Internationalisation of ringgit reimagined (Part 2 of 3)


Wong Chin Yoong

Although an internationalised ringgit could be more volatile than the inconvertible one as order flows accelerate ensuing offshore participation, volatility invites arbitrage, and arbitrage limits volatility. – The Malaysian Insight file pic, July 20, 2023.

THE ringgit has been regaining strength in the past week as the data released in the United States show that the inflation rate is contining to drop and seems no longer too hot for the Federal Reserve.

Being overshot for some time, the ringgit would have greater odds to bounce back more robustly.

Like it or not, the US monetary policy will remain in the equation of ringgit fluctuation for many years to come. After all, the US dollar is the currency of the world. Their currency is still our problem.

So what should be concerning is not the headline ups and downs of the ringgit but the longer trend of the currency.

It has been decades for the local note to wave hello to the dollar value of the ringgit of the 1990s, but it seems like we can only be waving to the past but not the future.

The question is, why? In the 1990s, we were 28.7% of the US GDP per capita measured by purchasing power parity in 2017 prices. Today, we are 45%.

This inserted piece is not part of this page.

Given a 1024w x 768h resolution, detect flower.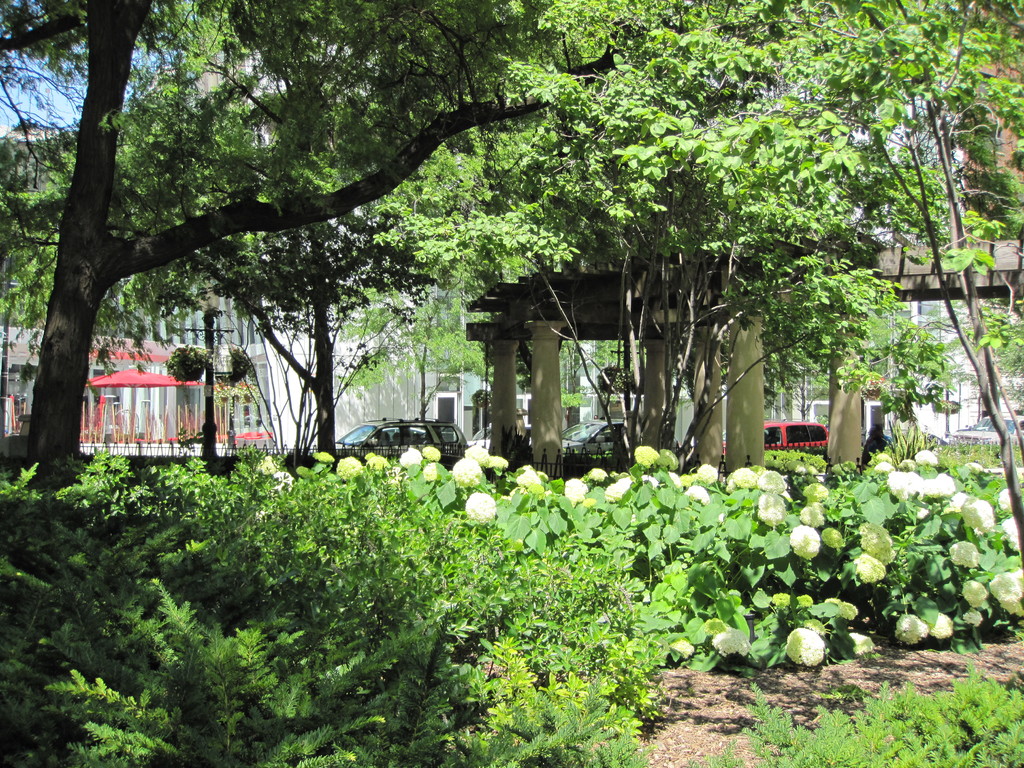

All other macroeconomic indicators point in the same direction too: goods price ratios are in favour of us, the trade balance has been in surplus for decades, foreign businesses never stop investing here, the fiscal budget is in deficit with favourably rated sovereign bonds and foreign currency-denominated debt is systemic-wise negligible.

If economic fundamentals underlie the currency value over the long run, as the stock market does, we shall need less than RM2 for a dollar.

Except it is not. Blame not the fundamentals but, as I suspect, the lack of market participation that fails the ringgit exchange rates to play the role as the price signal device of Malaysian economic fundamentals.

Which brings me to the rethinking of ringgit internationalisation.

By internationalisation, I mean allowing the ringgit to be freely convertible in the offshore market so that ringgit securities can be a store of value, commercial and financial exchanges can be invoiced in ringgit, and ringgit can be a choice of currency for settlements.

What is legally allowed now resembles partial convertibility, where non-residents abroad can only carry out currency exchanges through the appointed overseas offices of the participating onshore banks approved by Bank Negara Malaysia.

Ringgit instruments, however, are not allowed to be traded offshore, and all settlements in trade can only be made in foreign currency.

It was not so indeed prior to the Asian financial crisis.

When capital and exchange controls were implemented in September 1998, the rationale given was to regain monetary independence once the ringgit was pegged to the greenback.

This was undoubtedly a justifiable position when thinking through the Mundellian trilemma framework, where the policymaker can only opt for any two of monetary independence, fixed exchange rates and capital account openness.

But it was then. The world is different now.

We no longer maintain a currency peg. The value of the ringgit is completely market-driven, with Bank Negara’s intervention only to moderate excessive volatility. And we have long regained our monetary independence in the world of flexible exchange rates.

Otherwise, we would have hiked the interest rate as much as the Fed did, instead of the current 3% based on domestic economic circumstances.

Wouldn’t a freely convertible ringgit then invite a speculative attack that crashes the currency?

Well, an effective speculative attack works only when the current fixed level of exchange rate is incoherent with the economic fundamentals, and hence gives room for a profitable short position.

But an exchange rate floating all the time to reflect fundamentals has no room for effective speculative attacks. No arrows can hit a randomly moving bullseye.

Although an internationalised ringgit could be more volatile than the inconvertible one as order flows accelerate ensuing offshore participation, volatility invites arbitrage, and arbitrage limits volatility.

So while the downside risk of an internationalised ringgit is containable, the cost of an inconvertible ringgit, I am afraid, has been rising.

For instance, exporters who intend to invoice and settle trade with non-residents in ringgit will not be able to do so, as ringgit settlement and trade financing are not permitted.

It becomes utterly pointless to talk about de-dollarisation when the ringgit cannot even be used for trade invoicing, settlement and financing.

And exporters who settle trade balances in dollars are understandably reluctant to exchange for ringgit deposits, as ringgit securities cannot be traded, not to mention the restriction of offshore currency risk hedging.

No wonder decades of trade surplus are not translated into a stronger ringgit.

Without ringgit securities, currency traders who believe that the ringgit has been overshot and undervalued have no access to the long position.

Arbitrage is simply too difficult to be established for the ringgit to make a comeback.

Ignoring this issue comes with our own perils. The next question is, how should we re-internationalise the ringgit? – July 20, 2023.

* Wong Chin Yoong is a professor of economics at Universiti Tunku Abdul Rahman, Kampar campus.

* This is the opinion of the writer or publication and does not necessarily represent the views of The Malaysian Insight. Article may be edited for brevity and clarity.